Today’s interesting Perl module of the Day: Devel::Deprecate by Curtis “Ovid” Poe.
Back in 2000, I started teaching a class called “Perl Saves the Day: Writing Small Perl Programs to Get Out of Big SysAdmin Pinches” which was essentially a class about Perl hacks and how to use them responsibly in System Administration. One of my slides was “How to Get Rid of Hacks,” which started with:
It can be hard. You may have to wait for the rewrite.
Step one: remember you did it.
- Go back and document the code after the crisis.
- Send yourself mail.
- Set up an AT job.
- Put it in your calendar.
Now there’s an even cooler way: Devel::Deprecate. Devel::Deprecate provides a deprecate() function that let’s you write code like this (to quote the doc):
deprecate ( reason => 'Please use the set_name() method for setting names', warn => '2008-11-01', # also accepts DateTime objects die => '2009-01-01', # two month deprecation period );
deprecate() only comes into play when the code is run during a test (which you are writing, right?). Each time it is run under this condition (and only this condition, it never comes into play when the code is run outside of a test), it produces output that is crystal clear:
# DEPRECATION WARNING # # Package: Our::Customer # File: lib/Our/Customer.pm # Line: 58 # Subroutine: Our::Customer::name # # Reason: Please use the set_name() method for setting names # # This warning becomes FATAL on (2009-01-01)
After the due date, it blows up just as promised with an equally verbose message. Very cool.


- YOUR INSTRUCTIONS
An exact copy of every entry is needed here; the images stay out.

- RECORDS SUPPLIED
■ ■ ■ ■ ■
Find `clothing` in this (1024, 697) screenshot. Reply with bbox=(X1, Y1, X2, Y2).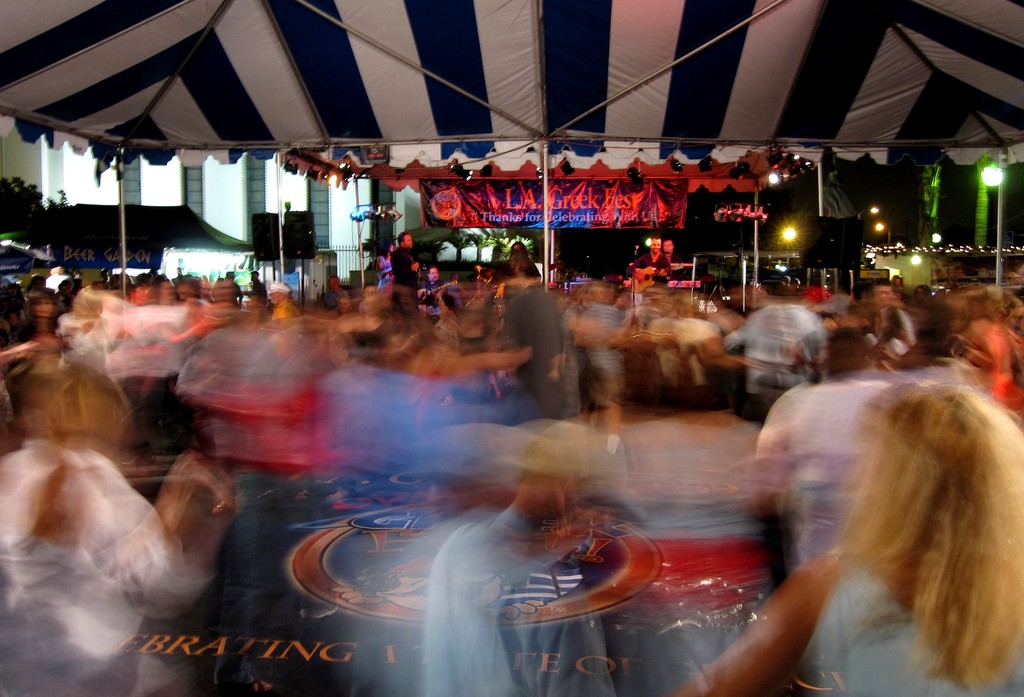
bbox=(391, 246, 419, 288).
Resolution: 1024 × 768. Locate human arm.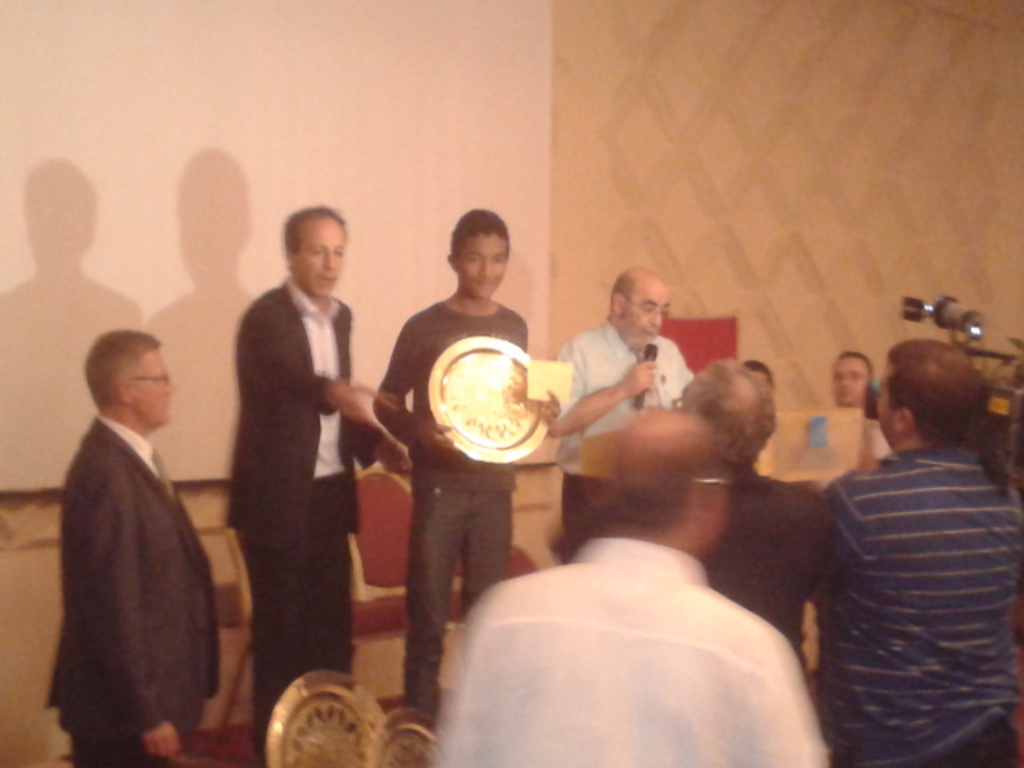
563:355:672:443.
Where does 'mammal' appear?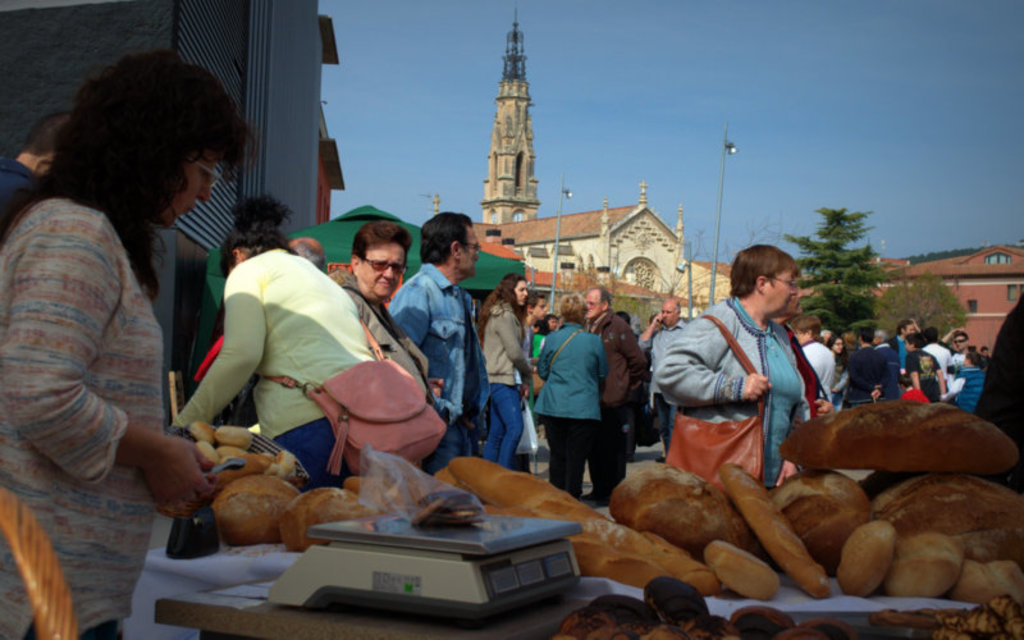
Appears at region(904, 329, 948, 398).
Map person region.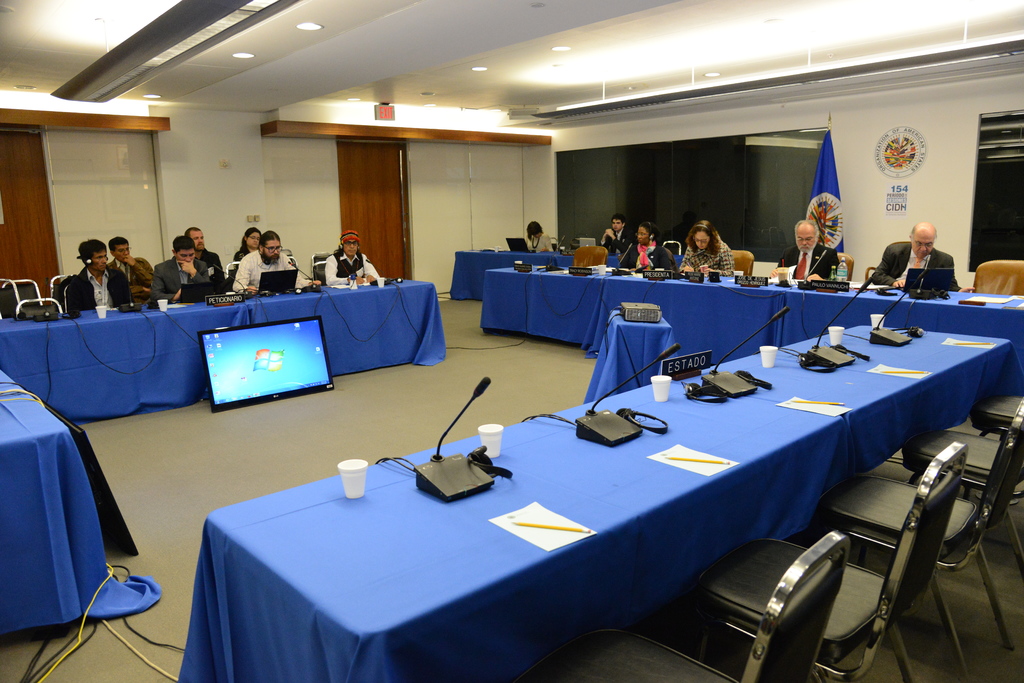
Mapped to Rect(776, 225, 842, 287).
■ ■ ■ ■ ■
- ANSWER BELOW
Find `clothing` in this (1024, 697) screenshot. Reply with bbox=(X1, Y1, X2, Y2).
bbox=(391, 246, 419, 288).
Resolution: 1024 × 768. Locate human arm.
563:355:672:443.
Where does 'mammal' appear?
Appears at region(904, 329, 948, 398).
Map person region.
Mapped to Rect(776, 225, 842, 287).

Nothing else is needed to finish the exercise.